The Last Refuge (The Cornfield #9)

The Last Refuge is Part 2 of Ken Burns’s 2009 documentary series, The National Parks: America’s Best Idea. It uses 130 minutes of the series’ 12-hour-plus running time to cover the years 1890 to 1915, a rich period that includes meaty stuff about Theodore Roosevelt and John Muir, the notorious dam at Hetch Hetchy Valley, and the invention of the rather astonishing Antiquities Act of 1906, which created broad presidential powers to set aside land for protection from development (originally intended to keep some ancient Indian sites safe from looting, the Act was promptly used by Roosevelt to place large natural wonders such as Devil’s Tower under federal protection; in 1908 he blithely declared that 800,000 acres surrounding the Grand Canyon were a National Monument, which is surely one of the great fuck-you moments of the Conservation movement).

I haven’t watched the subsequent episodes yet. It’s only a coincidence that I’m writing about it a week after writing about Sarah Palin’s Alaska, another TV show ostensibly about natural wonders that carries a political argument within it. In the case of Palin’s campaign informercial, the methods are crude and the arguments sometimes incoherent, in the way that one can be for a Bridge to Nowhere but also be against it. (SPA should get credit for alerting Americans to the dangers of halibut violence against humans, however.) With Burns, who sticks to his tried-and-true style, the method is calm, measured, and frequently devastating.

Burns is a very fine filmmaker. Something about his style (or his success) has generated sarcasm and skepticism in his critics; I guess he must seem like an old fogey to somebody who’s exploring the boundaries of where reality and fiction overlap or some crap like that. And his commitment to storytelling is out of step with academic ideas of history; Burns is more an heir to the movie storytelling of John Ford, especially in his eye for contradictory characters – the conservative Iowa congressman John F. Lacey, for instance, who became the driving force behind the Antiquities Act and efforts to protect the wildlife of Yellowstone.

In this episode, Burns has people like Roosevelt, who was probably the most interesting human being in the history of American politics, so the storytelling is especially endless. He also has the National Park ranger Shelton Johnson, a poetical type who went into Whitmanesque thrall the first time he saw the Roosevelt gate at Yellowstone, and seemingly has never come out of it. Burns himself can be criticized for lapsing into that mode too often, perhaps; yet there’s something about his dogged rhythms and lucid argument that prevents the scales from tilting too far in that direction.

While watching The National Parks, one is frequently reminded of how Burns uses his subjects to go beyond the thing at hand. It didn’t take long, in watching Baseball, to see that while the massive project displayed a deep understanding of the national pastime by a true believer, it was actually a history of race relations in America. The National Parks is (so far, anyway) full of the expected paeans to the natural world, but it is also fundamentally about a central division in U.S. politics, between development and conservation – but “conservation” isn’t quite right, actually. The division is between people who would exploit absolutely everything until it is cleaned-out and dead, and those who wouldn’t. There is barely a minute of The National Parks that doesn’t remind you of something going on right now.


Please quote exactly the lines below from the line containing "is (436, 559)." to the line containing "The image size is (1277, 945).", both lines included, and nothing else.

━━━━━ DATA IN THIS EXERCISE ━━━━━

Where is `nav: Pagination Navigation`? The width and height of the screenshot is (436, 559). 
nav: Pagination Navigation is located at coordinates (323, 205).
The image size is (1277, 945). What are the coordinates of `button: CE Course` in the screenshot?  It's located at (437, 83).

━━━━━
━━━━━ DATA IN THIS EXERCISE ━━━━━

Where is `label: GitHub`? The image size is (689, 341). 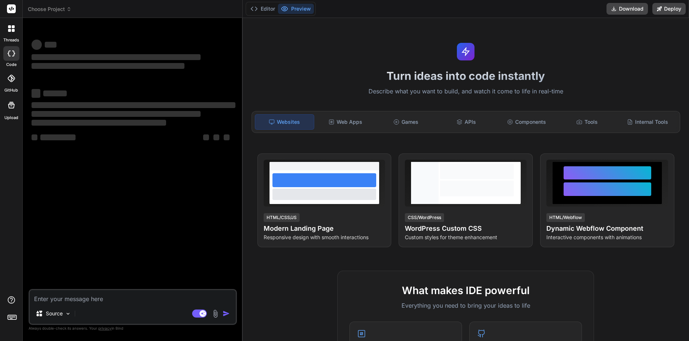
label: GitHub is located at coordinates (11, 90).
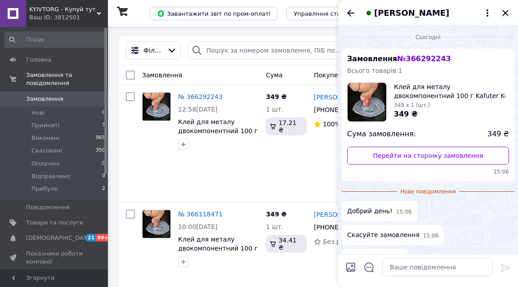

━━━━━

## OUTPUT OF THE EXERCISE
Where is `nav: Pagination Navigation`? The width and height of the screenshot is (436, 559). 
nav: Pagination Navigation is located at coordinates (323, 205).
The image size is (1277, 945). What are the coordinates of `button: CE Course` in the screenshot?  It's located at (437, 83).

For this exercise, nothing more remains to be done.